About once a month, generally late in the evenings, my Bonnie and I will snuggle up on the couch and engage in a two or three hour marathon viewing of country music videos. It’s odd when it happens, as neither of us listens to much country music on a regular basis (although we each certainly have our favorites); on the other hand, it also feels perfectly natural to be drawn to the most popular manifestations of a genre that was vaguely in the air in both of our hometowns as we grew up. As with all music, we like some and dislike some, but the real fun for each of us comes from looking at the video images that are reimaginings of the songs. In my mind, there is no better place to begin an interesting conversation about culture than in the landscape that makes up Great American Country. I want to focus here, however, on one particular video as an example of a wider visual phenomenon that I've recently witnessed (or imagine that I have); I have no idea if this is "new" or ongoing, although I would tend to guess the latter. Rather than lay out my thesis, it might be more fun to have you simply watch the starkest example and see if the same idea strikes you. Our case study, then, is Randy Houser’s Whistlin’ Dixie (it’s only three minutes; give it a whirl):
The song is one of those somewhat standard "Southern and proud of it" country rockers; to be honest, there is a part of me that always loves these songs despite a simultaneous political discomfort that comes along for the ride. Indeed, this particular manifestation of the "Proud Southerner" song has a lot of the visual and lyrical panorama that you would expect from the title "Whistlin’ Dixie": honky tonk dancing, Appalachian-lookin' camaflouged kids sitting on the backs of pick up, old rural shacks, trucker hats, a naked woman in a trailer, gun imagery, grills, and so forth. And again, I find myself alternatively amused, entertained, angered, embarrassed and mystified by these images.
Here's the catch with this one, however (and again, I don't think this is unique to this video): just when you think you've got the song figured out (i.e., "Oh, it's about redneck pride"), just when you think you know the characters who make up this community (i.e., "It's a bunch of racist southern boys"), BOOM, it turns out that they have African American friends--friends they eat with, dance with, smoke with. Indeed, what I see in this video is something that might be called the inoculation of southerm pride through the inclusion of African American bodies (it would be nice to come up with something snappier, of course, but this is a first pass). Take a look at that honky tonk: there are a number of African Americans dancing there. When the catfish is cooking, it's African Americans doing the cooking. When Houser sings about smoking, he has an African American stand in for him.
While there is no rule that says that the video should feature a completely white cast, there is something about the music itself, and the remainder of the images, that makes the scenery seem somehow less than inviting for anyone but a white population (and honestly, most of the tourist honky tonks in Nashville are bereft of anyone but white people even when the songs are mostly covers of Taylor Swift and Tim McGraw). Again, I want to stress: I'm not saying that the images don't represent one version of a reality, or that "the south is all racist" (heck, as a proud Southerner, I despise that stereotype); I'm more simply pointing out that the characters drawn by the song and the accompanying images wouldn't normally lead me to expect the inclusion of African American characters in these roles. And while one thesis might be that I'm simply completely out of touch and have no clue what I'm talking about, if you check out some of the racist comments about the video on YouTube, you'll see that there are some viewers who neither expected it nor liked it (although, to be fair, most people either didn't notice or simply didn't mention it).
At any rate, given that I'm a person who would certainly be pleased with a world that is more inviting of everyone--more egalitarian, I'm intrigued by the images in this video. On the one hand, as I've noted, there is something odd afoot here--the inclusion of African Americans sticks out, seeming somehow unrealistic. One function they serve--intentionally or not--is making it difficult to say "Randy Houser" or even fans of this song, are racist, or, even more generally, the images are protection against the claim that the video shows that country music itself is racist. "Heck," the images say, "You can be southern, you can love shotguns, you can live in a trailer, you can shout about southern pride and still live in a culture of racial equality."
And you know what, you can. Or rather, you should be able to. The fact that these ideas are rarely articulated--at least so rarely that the images seem uncomfortable together--doesn't mean that it's not possible.
As always, the more I think about this, the more questions I'm left with. In essence, I don't know whether I should applaud the images or be very skeptical about them. That is, if critical thinking demands reactions, should mine be: "The record company included African Americans in this video to simply make it difficult to accuse everyone involved of racism?" Or should I look at these images, and the ways they don't necessarily fit, and applaud them for helping me imagine a different kind of world, a different kind of articulation. But just what kind of articulation is it that I'm applauding, if I do so?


• **PROBLEM**
Nothing but the lines from the one containing "At what (x,y)" through the one containing "Image resolution: width=735", both included, should be given again, each exactly as written below.

• **MATERIALS PROVIDED**
○ ○ ○ ○ ○

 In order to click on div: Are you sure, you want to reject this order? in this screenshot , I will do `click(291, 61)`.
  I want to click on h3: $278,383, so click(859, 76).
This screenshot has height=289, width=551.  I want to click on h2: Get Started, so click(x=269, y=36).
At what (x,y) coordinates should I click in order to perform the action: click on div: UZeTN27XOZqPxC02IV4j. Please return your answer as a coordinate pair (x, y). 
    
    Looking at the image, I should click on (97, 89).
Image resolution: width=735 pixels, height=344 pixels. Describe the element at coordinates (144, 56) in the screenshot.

○ ○ ○ ○ ○

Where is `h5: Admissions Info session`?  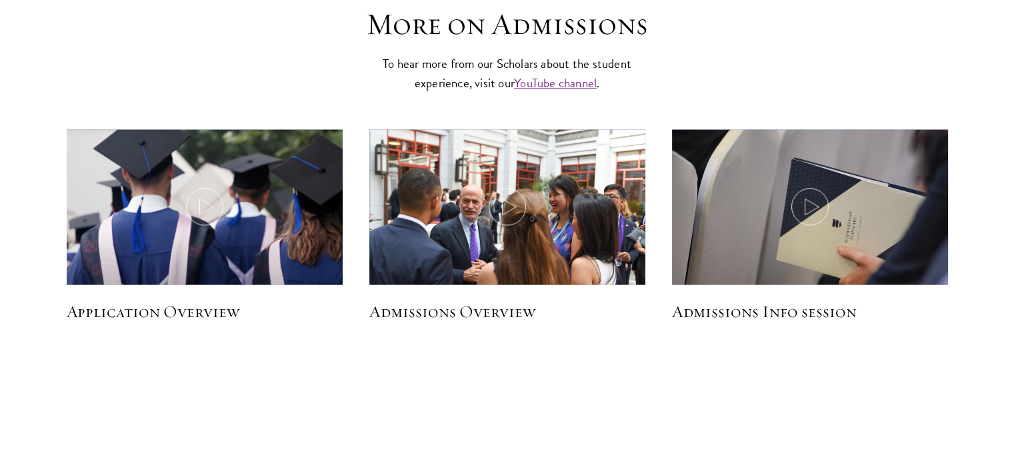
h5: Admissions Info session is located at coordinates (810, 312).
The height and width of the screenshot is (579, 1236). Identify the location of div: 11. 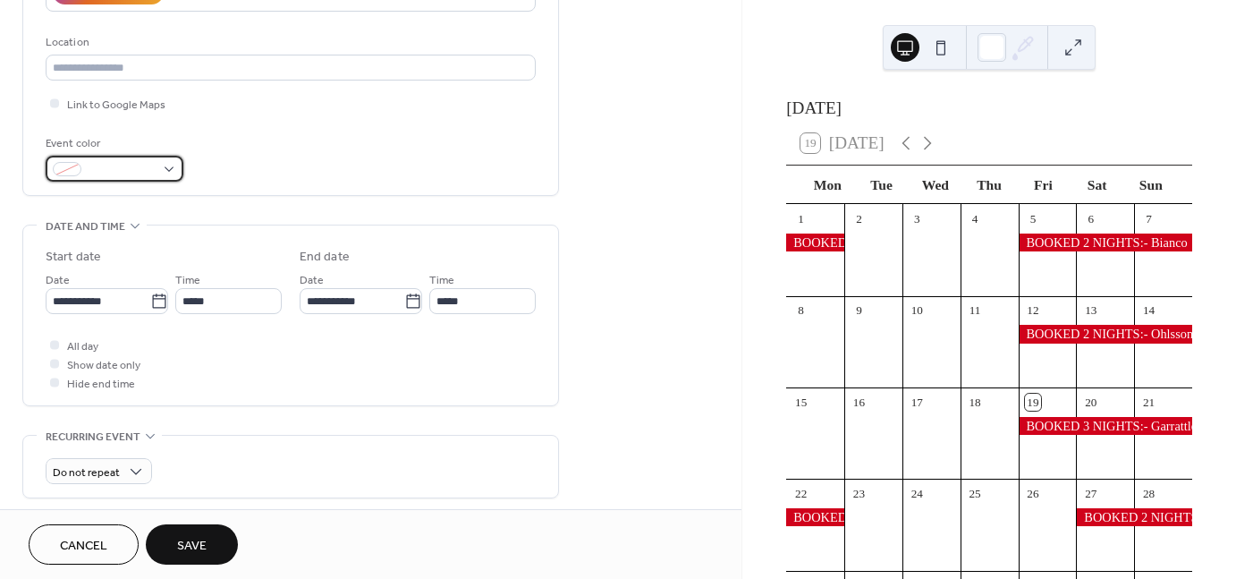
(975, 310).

○ ○ ○ ○ ○

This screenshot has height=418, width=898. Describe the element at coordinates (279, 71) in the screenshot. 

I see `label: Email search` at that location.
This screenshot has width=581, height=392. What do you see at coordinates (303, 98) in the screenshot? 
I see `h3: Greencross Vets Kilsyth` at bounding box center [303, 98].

○ ○ ○ ○ ○

• **RESULT OF THIS TASK**
At what (x,y) coordinates should I click in order to perform the action: click on div: UZeTN27XOZqPxC02IV4j. Please return your answer as a coordinate pair (x, y). 
    
    Looking at the image, I should click on (97, 89).
Image resolution: width=735 pixels, height=344 pixels. Describe the element at coordinates (144, 56) in the screenshot.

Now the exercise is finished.